Premises liability cases — where someone is injured on property owned or controlled by another party — can range from straightforward slip-and-fall incidents to complex situations involving negligent security, structural hazards, or inadequate maintenance. Whether legal representation makes sense depends on a mix of factors that vary by state, injury type, and the specific circumstances of how the incident happened.
Here's what's generally true about how these cases work — and why the answer to this question isn't one-size-fits-all.
At its core, a premises liability claim asks whether a property owner (or occupier) failed to maintain reasonably safe conditions and whether that failure caused someone's injury. Common scenarios include:
To have a viable claim, the injured person generally needs to show that a dangerous condition existed, the property owner knew or should have known about it, they failed to fix or warn about it, and that failure caused the injury.
These elements sound simple in theory. In practice, establishing each one often requires documentation, evidence, and an understanding of how your state defines duty of care — which varies depending on whether you were an invited guest, a customer, a licensee, or a trespasser.
⚖️ Property owners don't automatically bear full responsibility just because an accident happened on their land. Most states apply some version of comparative negligence, meaning your own actions are weighed against the property owner's.
| Fault Framework | How It Works |
|---|---|
| Pure comparative negligence | You can recover even if you were 99% at fault — your award is reduced by your percentage of fault |
| Modified comparative negligence | You can recover only if your fault falls below a threshold (often 50% or 51%) |
| Contributory negligence | In a handful of states, any fault on your part can bar recovery entirely |
Which rule applies to you depends entirely on your state. This is one reason outcomes in premises liability cases differ so significantly from one jurisdiction to another.
Simple claims — a minor injury, clear liability, a cooperative insurer — sometimes resolve without legal representation. More complex situations tend to involve:
In these situations, the gap between what an insurer initially offers and what a claim might otherwise support can be significant. Whether that gap justifies retaining an attorney — and paying the associated contingency fee — depends on facts no general article can assess.
Personal injury attorneys in premises liability cases generally work on contingency, meaning they take a percentage of any settlement or judgment rather than charging upfront. Common contingency fees range from 25% to 40%, though this varies by case complexity and jurisdiction.
What an attorney typically handles:
That last point matters: statutes of limitations for premises liability claims vary by state — commonly two to three years from the date of injury, though some states are shorter and certain defendants (like government entities) often require formal notice within months. Missing a deadline typically ends the claim regardless of its merits.
Recoverable damages in a premises liability case generally fall into two categories:
Economic damages — things with a dollar figure attached:
Non-economic damages — harder to quantify:
Some states cap non-economic damages in certain cases. Others don't. The severity of the injury, how well it's documented, and how clearly liability can be established all shape what a claim might look like — which is why the same type of accident produces wildly different outcomes across different states and circumstances.
🔍 How premises liability cases resolve depends on your state's fault rules, the strength of the evidence, the property owner's insurance coverage, the nature and severity of your injuries, and whether liability is contested. A case that's straightforward in one state may be significantly more complicated in another — and the same injury can support very different outcomes depending on those variables.
Understanding the general framework is a starting point. Applying it to your specific situation — your state, your injuries, your documentation, and what actually happened — is where general information ends.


== WHAT YOU SHOULD DO ==
From the listing below, copy each line that holds "diagram".

== SUPPLIED MATERIAL ==

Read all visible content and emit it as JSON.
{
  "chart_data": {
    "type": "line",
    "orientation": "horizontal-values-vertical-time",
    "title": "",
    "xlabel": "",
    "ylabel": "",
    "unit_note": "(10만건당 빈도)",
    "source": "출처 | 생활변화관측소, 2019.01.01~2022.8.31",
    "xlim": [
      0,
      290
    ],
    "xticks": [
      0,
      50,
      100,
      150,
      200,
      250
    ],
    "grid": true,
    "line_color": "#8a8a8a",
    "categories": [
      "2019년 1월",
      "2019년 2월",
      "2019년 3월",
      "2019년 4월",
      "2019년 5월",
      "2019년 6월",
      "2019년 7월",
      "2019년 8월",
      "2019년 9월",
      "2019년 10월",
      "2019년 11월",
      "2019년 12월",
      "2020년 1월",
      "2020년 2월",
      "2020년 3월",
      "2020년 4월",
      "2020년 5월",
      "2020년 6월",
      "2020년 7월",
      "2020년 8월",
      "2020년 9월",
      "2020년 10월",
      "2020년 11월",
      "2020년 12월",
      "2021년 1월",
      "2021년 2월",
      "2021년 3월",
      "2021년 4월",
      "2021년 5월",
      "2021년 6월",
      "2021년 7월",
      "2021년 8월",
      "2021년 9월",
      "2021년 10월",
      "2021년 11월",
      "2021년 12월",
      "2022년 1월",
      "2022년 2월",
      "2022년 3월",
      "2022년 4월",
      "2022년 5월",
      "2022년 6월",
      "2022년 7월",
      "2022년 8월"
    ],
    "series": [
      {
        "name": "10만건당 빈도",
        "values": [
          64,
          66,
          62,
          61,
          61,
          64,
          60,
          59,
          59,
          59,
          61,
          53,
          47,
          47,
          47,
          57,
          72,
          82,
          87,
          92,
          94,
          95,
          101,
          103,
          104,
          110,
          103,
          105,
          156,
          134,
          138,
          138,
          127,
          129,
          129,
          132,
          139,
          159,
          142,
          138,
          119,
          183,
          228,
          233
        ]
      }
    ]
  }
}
---
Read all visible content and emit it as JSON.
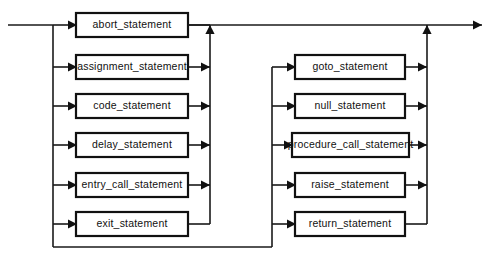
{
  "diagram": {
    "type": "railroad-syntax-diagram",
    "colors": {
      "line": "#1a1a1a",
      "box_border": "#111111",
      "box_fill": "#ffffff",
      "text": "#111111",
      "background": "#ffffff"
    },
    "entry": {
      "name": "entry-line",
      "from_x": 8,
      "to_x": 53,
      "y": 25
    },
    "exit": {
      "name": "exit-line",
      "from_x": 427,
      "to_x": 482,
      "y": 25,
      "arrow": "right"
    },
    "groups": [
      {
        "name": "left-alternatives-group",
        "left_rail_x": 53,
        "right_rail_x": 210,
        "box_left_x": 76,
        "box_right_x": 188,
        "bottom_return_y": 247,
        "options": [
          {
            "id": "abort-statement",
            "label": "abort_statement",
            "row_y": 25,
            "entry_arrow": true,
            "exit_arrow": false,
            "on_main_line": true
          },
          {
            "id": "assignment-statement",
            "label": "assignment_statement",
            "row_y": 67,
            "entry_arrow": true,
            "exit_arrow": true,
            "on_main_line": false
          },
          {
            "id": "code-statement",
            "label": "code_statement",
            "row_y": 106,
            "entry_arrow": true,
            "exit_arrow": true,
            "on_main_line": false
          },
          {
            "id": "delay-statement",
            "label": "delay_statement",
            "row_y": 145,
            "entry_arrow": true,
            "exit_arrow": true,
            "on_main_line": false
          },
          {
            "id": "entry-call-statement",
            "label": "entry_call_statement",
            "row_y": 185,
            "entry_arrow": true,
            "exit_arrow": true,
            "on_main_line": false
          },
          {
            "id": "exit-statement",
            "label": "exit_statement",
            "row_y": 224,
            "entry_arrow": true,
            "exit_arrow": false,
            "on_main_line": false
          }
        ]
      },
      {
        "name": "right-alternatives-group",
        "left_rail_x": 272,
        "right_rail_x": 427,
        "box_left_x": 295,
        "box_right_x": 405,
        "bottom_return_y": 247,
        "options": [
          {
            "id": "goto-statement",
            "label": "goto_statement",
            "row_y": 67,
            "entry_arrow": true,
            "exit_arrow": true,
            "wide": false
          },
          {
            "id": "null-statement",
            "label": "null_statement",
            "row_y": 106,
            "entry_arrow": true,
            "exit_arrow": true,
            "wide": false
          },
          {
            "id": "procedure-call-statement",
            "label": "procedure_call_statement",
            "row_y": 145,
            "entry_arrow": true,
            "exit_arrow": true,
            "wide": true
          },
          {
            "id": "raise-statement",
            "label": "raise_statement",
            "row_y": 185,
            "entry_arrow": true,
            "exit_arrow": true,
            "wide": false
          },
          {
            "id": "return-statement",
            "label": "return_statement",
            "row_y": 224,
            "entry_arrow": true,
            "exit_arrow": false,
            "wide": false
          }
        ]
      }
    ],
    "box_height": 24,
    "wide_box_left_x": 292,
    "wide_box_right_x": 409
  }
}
---
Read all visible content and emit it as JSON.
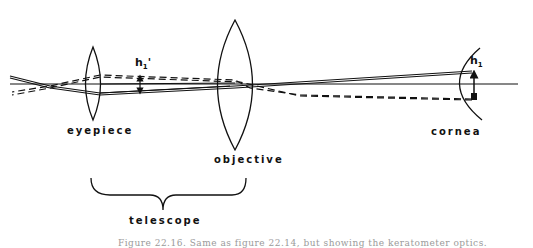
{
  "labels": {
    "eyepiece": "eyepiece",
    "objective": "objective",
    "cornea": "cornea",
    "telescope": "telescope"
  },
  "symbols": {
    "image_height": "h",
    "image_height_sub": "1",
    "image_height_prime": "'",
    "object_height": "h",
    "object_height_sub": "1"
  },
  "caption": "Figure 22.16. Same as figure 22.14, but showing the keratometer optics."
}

== YOUR RESPONSE ==
  "diagram": {
    "type": "railroad-syntax-diagram",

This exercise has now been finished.